Rabbi Shmuel Tal
Photo: Daniel Maman
Disengagement. 'Cruel and Inhuman'
Photo: AFP
He says that Independence Day shouldn’t be observed; and he thinks that kippa-wearing army officers are no big deal. No, he’s not some haredi hotshot rabbi. He’s Rabbi Shmuel Tal, head of Yeshivat Torat HaChaim, and until two years ago, he was considered to be a rising star in religious-Zionist circles.
In a recent interview with the haredi “Mishpacha” magazine, Tal lays out his new worldview. Referring to the Israeli government as a “kingdom that has transformed into apostasy” and the State of Israel as one “who screams against God”, he insists that “it’s no longer possible to combine holiness and impurity.”
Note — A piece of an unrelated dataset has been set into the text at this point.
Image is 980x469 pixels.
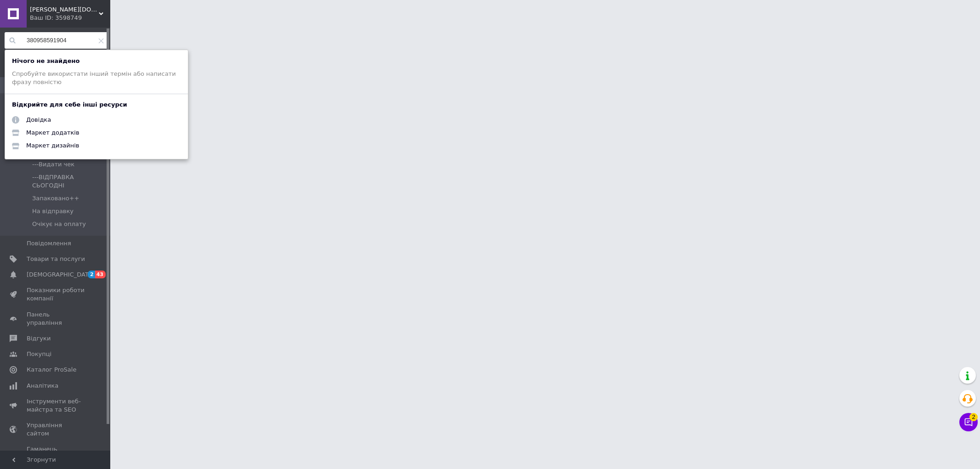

According to him, the path of the Torah doesn’t allow for sanctifying the State. In fact, religious-Zionists should forget about trying to “influence from within”. Honoring the secular leadership, Tal claims, only corrupts the secular leaders themselves.
“It’s impossible to genuinely advance within the secular system unless you adopt the secular outlook whole-heartedly,” the rabbi observes. “Even if a religious prime minister would be elected, he wouldn’t be able to do whatever he wanted. When someone raises his head, a criminal file about him is immediately stitched together.”
Even the very fact of Jewish sovereignty over the Land of Israel has ceased to impress him. He notes that Herbert Samuel, the Jewish British Mandatory high commissioner, “represented a kingdom that didn’t represent God’s kingship” and draws parallels between Samuel and the current secular leadership.
Turning the other cheek
The religious-Zionist leadership doesn’t emerge unscathed from the interview. “To my great sorrow, the Torah leadership of the community where I came from didn’t think to reexamine its relationship to the State,” Tal says.“Several important and central rabbis in the national-religious world have privately told me that they completely agree with me and would be happy to join me, but they’re afraid what their colleagues will say about them.”
Later in the interview, Tal refers to a syndrome which he calls “accepting the yoke of the secular sovereign.” He believes that no matter how the State mistreats the national-religious population, the latter will continue in their praise.
He cites the aftermath of the so-called Disengagement – which, he asserts, was the result of “anti-Semitism and true evil” and was carried out “with cruelty and without basic humanity” – as an example of this phenomenon.
“We declare out loud that we’ll continue enlisting in the army without any preconditions,” he bemoans. “We take leave of Netzarim with a prayer for the well-being of those doing the expelling.
“We embrace the soldiers who are banishing us, and we even pray for their health. We turn the other cheek. Have we gone crazy?” he asks rhetorically.
The next generation
Training his sights on today’s religious-Zionist teenagers, Tal bewails their familiarity with secular Israeli culture. He blames this fluency on either a misguided sense of obligation to “Israeliness” or a desire to “broaden their horizons”.In particular, Tal is saddened that Orthodox youth aren’t able to differentiate between Israeli heroes and religious icons. For instance, he reports, the younger generation doesn’t distinguish between Rabbi Avraham Yitzchak Kook and Chaim Nachman Bialik or between David Ben Gurion and the Chazon Ish.
“In the eyes of many pre-military yeshiva students, an IDF general is a more admired figure than the Chazon Ish or Rabbi Shlomo Zalman Auerbach,” Tal recounts.
In addition, Tal pleads with the religious public to refrain from going into raptures upon encountering kippa-wearing junior officers, academics, members of the media, or justice officials.
Tal insists that these individuals are simply being used and made to do the dirty work.
The secular establishment “will never permit any religious person to advance if he hasn’t enthusiastically adopted the secular positions,” Tal concludes.